It has not been a good few weeks for big US health insurance companies.  First was a report (e.g., per the Wall Street Journal) that three companies had been suspended from selling Medicare Advantage plans:
The U.S. government's Medicare program has ordered three health insurers--Universal American Corp. (UAM), Health Net Inc. (HNT) and Arcadian Health--to stop marketing to and enrolling new members in their Medicare Advantage health and prescription-drug plans, saying the companies violated regulations.

In particular,
Universal American was told to stop marketing to and enrolling people in its Medicare Advantage plans effective Dec. 5. The action doesn't affect current members or the enrolling of beneficiaries in the company's stand-alone Medicare prescription-drug plans.
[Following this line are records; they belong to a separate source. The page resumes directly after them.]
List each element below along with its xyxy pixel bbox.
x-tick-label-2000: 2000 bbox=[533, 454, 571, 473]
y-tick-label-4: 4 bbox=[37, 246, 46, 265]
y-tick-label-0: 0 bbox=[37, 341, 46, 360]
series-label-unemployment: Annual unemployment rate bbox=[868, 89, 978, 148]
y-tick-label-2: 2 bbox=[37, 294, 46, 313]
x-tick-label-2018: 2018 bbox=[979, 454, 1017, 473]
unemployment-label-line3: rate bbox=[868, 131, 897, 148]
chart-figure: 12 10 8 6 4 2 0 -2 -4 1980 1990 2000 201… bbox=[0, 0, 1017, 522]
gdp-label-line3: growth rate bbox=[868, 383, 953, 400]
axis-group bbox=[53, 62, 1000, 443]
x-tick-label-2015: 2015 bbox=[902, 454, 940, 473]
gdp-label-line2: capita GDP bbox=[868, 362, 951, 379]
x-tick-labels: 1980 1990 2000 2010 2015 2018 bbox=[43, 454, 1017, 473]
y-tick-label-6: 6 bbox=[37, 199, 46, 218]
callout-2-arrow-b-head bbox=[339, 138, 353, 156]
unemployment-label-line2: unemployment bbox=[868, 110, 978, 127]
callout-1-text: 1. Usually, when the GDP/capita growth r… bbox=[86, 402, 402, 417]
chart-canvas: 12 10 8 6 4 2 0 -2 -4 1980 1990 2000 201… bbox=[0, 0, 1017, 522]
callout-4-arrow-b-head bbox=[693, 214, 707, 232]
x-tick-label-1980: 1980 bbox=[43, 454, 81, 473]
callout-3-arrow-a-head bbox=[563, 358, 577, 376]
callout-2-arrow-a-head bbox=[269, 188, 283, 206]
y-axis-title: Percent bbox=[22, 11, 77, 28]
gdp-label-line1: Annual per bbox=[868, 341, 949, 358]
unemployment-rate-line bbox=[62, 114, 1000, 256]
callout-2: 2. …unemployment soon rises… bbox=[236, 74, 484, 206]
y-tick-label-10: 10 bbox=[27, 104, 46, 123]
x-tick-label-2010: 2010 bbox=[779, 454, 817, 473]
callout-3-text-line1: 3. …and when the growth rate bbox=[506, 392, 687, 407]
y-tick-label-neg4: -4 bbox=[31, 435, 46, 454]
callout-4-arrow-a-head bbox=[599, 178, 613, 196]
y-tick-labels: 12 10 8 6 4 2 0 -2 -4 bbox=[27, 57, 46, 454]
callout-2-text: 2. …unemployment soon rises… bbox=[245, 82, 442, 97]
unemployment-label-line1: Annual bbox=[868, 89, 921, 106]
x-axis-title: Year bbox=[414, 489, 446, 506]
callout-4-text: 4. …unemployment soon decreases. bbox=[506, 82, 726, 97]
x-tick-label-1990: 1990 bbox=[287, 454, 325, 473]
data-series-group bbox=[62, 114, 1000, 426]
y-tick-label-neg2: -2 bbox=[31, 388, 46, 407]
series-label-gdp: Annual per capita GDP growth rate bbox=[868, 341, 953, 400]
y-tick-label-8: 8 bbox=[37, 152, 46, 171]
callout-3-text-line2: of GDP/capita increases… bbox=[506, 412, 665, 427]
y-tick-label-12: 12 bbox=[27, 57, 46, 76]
Health Net had to suspend the marketing of and enrollment in its Medicare Advantage plans and stand-alone Medicare prescription-drug plans as of Friday, as the government said the company's conduct poses a 'serious threat' to enrollees. The sanction doesn't affect the status of current enrollees, however.
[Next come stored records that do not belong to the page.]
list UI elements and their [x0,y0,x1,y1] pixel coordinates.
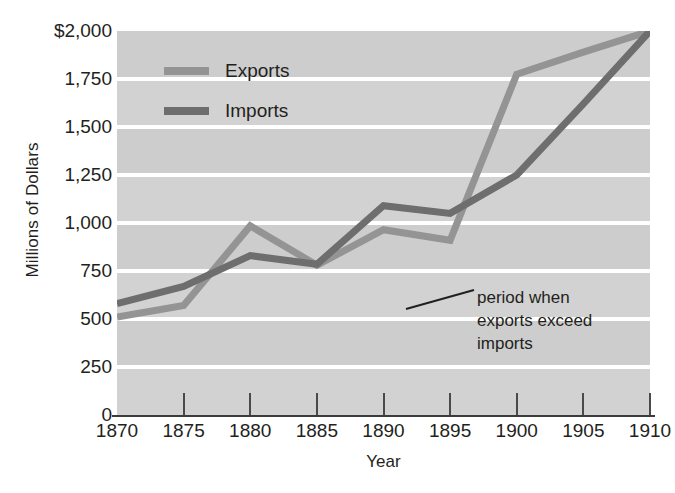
annotation-line-2: exports exceed [477,309,662,332]
y-tick-label: 1,000 [4,213,112,232]
y-tick-label: $2,000 [4,21,112,40]
x-tick-label: 1910 [610,419,675,443]
annotation-line-3: imports [477,332,662,355]
chart-legend: Exports Imports [164,51,364,131]
y-tick-label: 250 [4,357,112,376]
x-axis-title: Year [117,452,650,472]
x-axis-tick-labels: 187018751880188518901895190019051910 [0,419,667,447]
x-tick-mark [649,393,651,415]
legend-label-exports: Exports [225,60,289,82]
y-tick-label: 1,250 [4,165,112,184]
x-tick-mark [449,393,451,415]
legend-swatch-exports [164,67,209,75]
y-tick-label: 500 [4,309,112,328]
annotation-leader-line [400,283,480,315]
annotation-line-1: period when [477,286,662,309]
legend-item-exports: Exports [164,51,364,91]
y-tick-label: 750 [4,261,112,280]
y-tick-label: 1,750 [4,69,112,88]
x-axis-ticks [117,393,650,415]
x-tick-mark [516,393,518,415]
annotation-exports-exceed-imports: period when exports exceed imports [477,286,662,355]
y-tick-label: 1,500 [4,117,112,136]
legend-item-imports: Imports [164,91,364,131]
x-tick-mark [249,393,251,415]
x-tick-mark [316,393,318,415]
x-axis-line [112,415,655,417]
x-tick-mark [383,393,385,415]
legend-label-imports: Imports [225,100,288,122]
x-tick-mark [582,393,584,415]
legend-swatch-imports [164,107,209,115]
x-tick-mark [183,393,185,415]
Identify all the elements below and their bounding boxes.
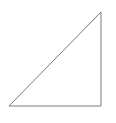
diagram-canvas [0,0,116,123]
right-triangle-shape [9,12,101,106]
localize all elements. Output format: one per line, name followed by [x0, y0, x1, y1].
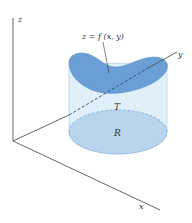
- solid-under-surface-diagram: z y x z = f (x, y) T R: [0, 0, 192, 223]
- solid-t-label: T: [114, 102, 121, 112]
- z-axis-label: z: [17, 15, 23, 24]
- surface-label: z = f (x, y): [81, 32, 124, 41]
- region-r-label: R: [113, 128, 121, 138]
- y-axis-label: y: [177, 50, 183, 59]
- x-axis-label: x: [139, 202, 144, 211]
- y-axis-front: [13, 115, 69, 141]
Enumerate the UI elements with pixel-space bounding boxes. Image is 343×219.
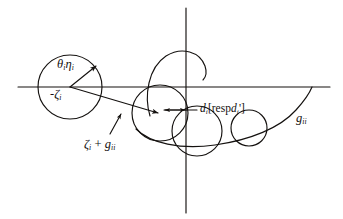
- label-zeta-plus-g: ζi + gii: [84, 138, 116, 152]
- neg-zeta-subscript: i: [59, 93, 61, 102]
- label-theta-eta: θiηi: [57, 58, 74, 72]
- figure-vector-graphics: [0, 0, 343, 219]
- eta-subscript: i: [72, 63, 74, 72]
- resp-text: resp: [212, 102, 231, 114]
- bracket-close: ]: [241, 102, 245, 114]
- label-negative-zeta: -ζi: [50, 88, 62, 102]
- long-chord-arrow: [70, 87, 158, 113]
- figure-canvas: θiηi -ζi ζi + gii di[respdi'] gii: [0, 0, 343, 219]
- large-sweeping-arc: [136, 87, 312, 147]
- neg-zeta-glyph: -ζ: [50, 87, 59, 101]
- g-subscript: ii: [111, 143, 116, 152]
- g-right-subscript: ii: [302, 117, 307, 126]
- label-d-resp-d-prime: di[respdi']: [200, 103, 245, 116]
- leader-line-zeta: [110, 114, 121, 134]
- label-g-ii-right: gii: [296, 112, 307, 126]
- plus-sign: +: [91, 137, 104, 151]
In a letter Friday to Theodore Carpenter, head of Universal American's Medicare Advantage business, the Centers for Medicare and Medicaid Services alleged the company has a 'longstanding pattern of prohibited marketing practices targeted to highly vulnerable populations in violation' of federal law and guidelines as well as contractual terms with CMS.

Universal American is a 'chronic poor performer' with respect to the regulations, according to CMS, which said the company's agents engaged in aggressive sales tactics and abusive behavior, and misled or confused beneficiaries or misrepresented the plan.

The agency's letter to Health Net government-programs executive Scott Kelly said the company's conduct 'poses a serious threat to the health and safety of its enrollees,' as a result of the company's 'intractable failure to provide its enrollees with prescription drug benefits in conformance" with laws, guidelines and contract terms.' CMS cited a 'history of non-compliance.'

Then, the state of California fined and ordered restitution from multiple companies, as reported by the San Francisco Chronicle:
State regulators Monday fined seven of California's largest health insurers nearly $5 million for systematically failing to pay doctors and hospitals fairly and on time.

The California Department of Managed Health Care issued the fines following an 18-month audit in which investigators looked at a small but statistically significant sample of claims. The investigation found the plans were paying on average about 80 percent of the claims correctly, far below the legal threshold of 95 percent.

'Our clear and consistent message is that California's hospitals and physicians must be paid fairly and on time,' said Cindy Ehnes, director of the Department of Managed Health Care, which is charged with regulating the states' health maintenance organizations, or HMOs.

In addition to the fines, the companies must pay the doctors and hospitals restitution that is expected to run into the "tens of millions of dollars," Ehnes said. The plans will also be required to come up with a plan to correct the problem and submit to future audits.

Failing to pay providers properly makes it tougher for them to survive in the struggling economy, Ehnes said. 'If providers are not paid, patient care and access suffer,' she said.

Regulators fined Anthem Blue Cross and Blue Shield of California $900,000 each. United/PacifiCare was fined $800,000 and Kaiser Foundation Health Plan and Health Net were both hit with fines of $750,000.


The fines for Cigna and Aetna were $450,000 and $300,000, respectively, for a total of $4.85 million.

Please note that some of these companies have become "frequent flyers" on the Health Care Renewal blog.  Anthem Blue Cross in California is a subsidiary of WellPoint. WellPoint, in particular, just appears again and again on Health Care renewal.  A list of all posts about that company is here, and see this post for a list of past ethical and management missteps.  Health Net appeared in both stories above, and appeared on Health Care Renewal here.  Posts on Aetna are here.

Having been writing for this blog now for several years, I am struck by how often the conduct of particular health care organizations has been discredited, without any discernible effect on the organization's leadership or course.  It is particularly striking how the attention paid and pay given to the leaders of some health care organizations contrasts with the public record of their organization's bad behavior.

In particular, contrast the long catalog of misbehavior by WellPoint, noted above, with the enormous earnings of the company's CEO (more than $13 million in 2009), and her status as a prominent speaker on health care policy (see post here). 

In the laissez faire, anything goes, wild, wild west economy of today, spearheaded by the financial service companies that lead us to the global economic collapse, it seems that ethical leadership counts for nothing.  This is bad when it applies to the leadership of financial services, whose bad leadership can cost us all a lot of money.  It is worse when it applies to health care, whose bad leadership can cost us our health and our lives.

As I have said ad infinitum, to really reform health care, we will need to get accountable, ethical, transparent leadership of health care organizations.